Migrate from OpenClaw
Preview the import before ZeroClaw writes any changes:
zeroclaw migrate openclaw --dry-runRun the migration after you review the preview:
zeroclaw migrate openclawThe migration imports supported workspace files, memory, and configuration from ~/.openclaw/ into the ZeroClaw layout. Keep a backup of the original workspace before the full import.
Quick Command Reference
| Command | Purpose |
|---|---|
zeroclaw quickstart | Creates a provider and working agent configuration |
zeroclaw agent -a <alias> | Starts an interactive agent session |
zeroclaw status | Shows runtime status |
zeroclaw doctor | Checks configuration and runtime health |
zeroclaw service install | Registers the operating-system service |
zeroclaw service start | Starts the background service |
zeroclaw gateway | Starts the HTTP and WebSocket gateway |
zeroclaw auth status | Checks stored provider authentication |
zeroclaw config schema | Prints the current configuration schema |
zeroclaw migrate openclaw --dry-run | Previews an OpenClaw import |
Pros
- Free and open-source
- Runs on your own machine
- Supports hosted and local models
- Hosts multiple isolated agents
- Includes supervised security controls
- Imports OpenClaw workspaces
Cons
- Requires technical setup
- Channel availability depends on build features
- Self-hosting requires security maintenance
Alternatives & Related Resources
- 7 Best OpenClaw Alternatives for Safe & Local AI Agents
- Openclaw: Your 24/7 Personal AI Employee
- NanoClaw: Lightweight OpenClaw Alternative for Safer Local AI Agents
FAQs
Q: Is ZeroClaw free and open-source?
A: Yes. ZeroClaw’s code is available from the official ZeroClaw Labs repository. You may use it under the MIT license or the Apache 2.0 license. A hosted model provider can still charge for API usage.
Q: Who publishes ZeroClaw?
A: ZeroClaw Labs publishes the official project at github.com/zeroclaw-labs/zeroclaw. The project credits its original creator, current project lead, maintainers, and community contributors in the repository.
Q: Is openagen/zeroclaw the official ZeroClaw repository?
A: No. ZeroClaw Labs states that it is not affiliated with openagen/zeroclaw, zeroclaw.org, or zeroclaw.net. Use the ZeroClaw Labs website, documentation, and zeroclaw-labs/zeroclaw GitHub repository for downloads and project information.
Q: Is ZeroClaw an OpenClaw fork?
A: ZeroClaw is a separate Rust agent runtime and an alternative to OpenClaw. It can import supported OpenClaw workspace data, memory, and configuration through its migration command.
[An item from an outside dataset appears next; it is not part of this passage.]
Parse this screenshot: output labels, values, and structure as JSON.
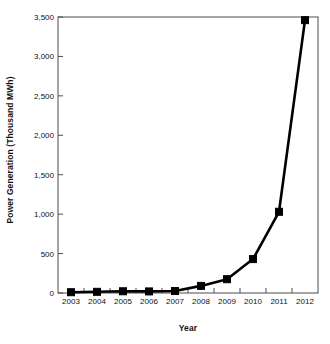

Q: Can ZeroClaw use an OpenAI-compatible provider?
A: Yes. ZeroClaw supports OpenAI and compatible endpoints through its model-provider configuration. Quickstart handles common providers, while the current configuration reference documents custom endpoints and authentication.
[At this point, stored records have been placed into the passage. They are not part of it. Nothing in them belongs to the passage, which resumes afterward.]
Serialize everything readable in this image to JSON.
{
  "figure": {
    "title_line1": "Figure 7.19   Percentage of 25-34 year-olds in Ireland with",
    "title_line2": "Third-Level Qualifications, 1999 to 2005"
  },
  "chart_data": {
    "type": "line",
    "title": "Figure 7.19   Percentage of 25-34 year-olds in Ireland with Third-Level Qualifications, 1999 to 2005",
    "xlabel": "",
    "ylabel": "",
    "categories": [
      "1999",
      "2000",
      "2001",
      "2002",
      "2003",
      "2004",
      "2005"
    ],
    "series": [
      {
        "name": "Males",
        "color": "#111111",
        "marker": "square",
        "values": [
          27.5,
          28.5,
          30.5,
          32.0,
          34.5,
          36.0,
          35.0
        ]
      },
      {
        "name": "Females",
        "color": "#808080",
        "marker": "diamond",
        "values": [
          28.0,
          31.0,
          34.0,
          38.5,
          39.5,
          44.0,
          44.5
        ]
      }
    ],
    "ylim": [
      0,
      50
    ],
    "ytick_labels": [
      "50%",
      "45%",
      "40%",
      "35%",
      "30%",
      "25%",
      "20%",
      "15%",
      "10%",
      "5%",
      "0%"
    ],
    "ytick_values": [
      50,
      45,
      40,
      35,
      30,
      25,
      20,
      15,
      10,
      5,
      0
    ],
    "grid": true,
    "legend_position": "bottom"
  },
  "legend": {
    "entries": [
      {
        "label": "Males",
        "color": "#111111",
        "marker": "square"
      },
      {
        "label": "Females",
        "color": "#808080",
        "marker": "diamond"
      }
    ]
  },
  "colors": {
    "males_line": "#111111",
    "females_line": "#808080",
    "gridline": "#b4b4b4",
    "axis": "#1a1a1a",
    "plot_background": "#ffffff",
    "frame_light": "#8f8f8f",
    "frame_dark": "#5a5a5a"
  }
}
Q: Can I run ZeroClaw without paying for an AI API?
A: Yes. Connect ZeroClaw to Ollama or another compatible local model endpoint. You still need hardware that can run the selected model, and online channels or web tools still need network access.
Q: Can ZeroClaw run on Windows?
A: Yes. The official documentation includes Windows setup instructions, and current releases include self-contained desktop installers. You can also build from source with the supported Rust toolchain.
Q: Does ZeroClaw support multiple agents?
A: Yes. One daemon can run multiple named agents. Each agent can have a separate workspace, memory scope, model provider, identity, channels, runtime profile, and risk profile.
Q: Is ZeroClaw ready for unattended production work?
A: ZeroClaw is still below version 1.0, and its commands or configuration can change. Pin the release, keep supervised mode during evaluation, restrict tool and channel permissions, test upgrades separately, and monitor the service before you rely on it for unattended work.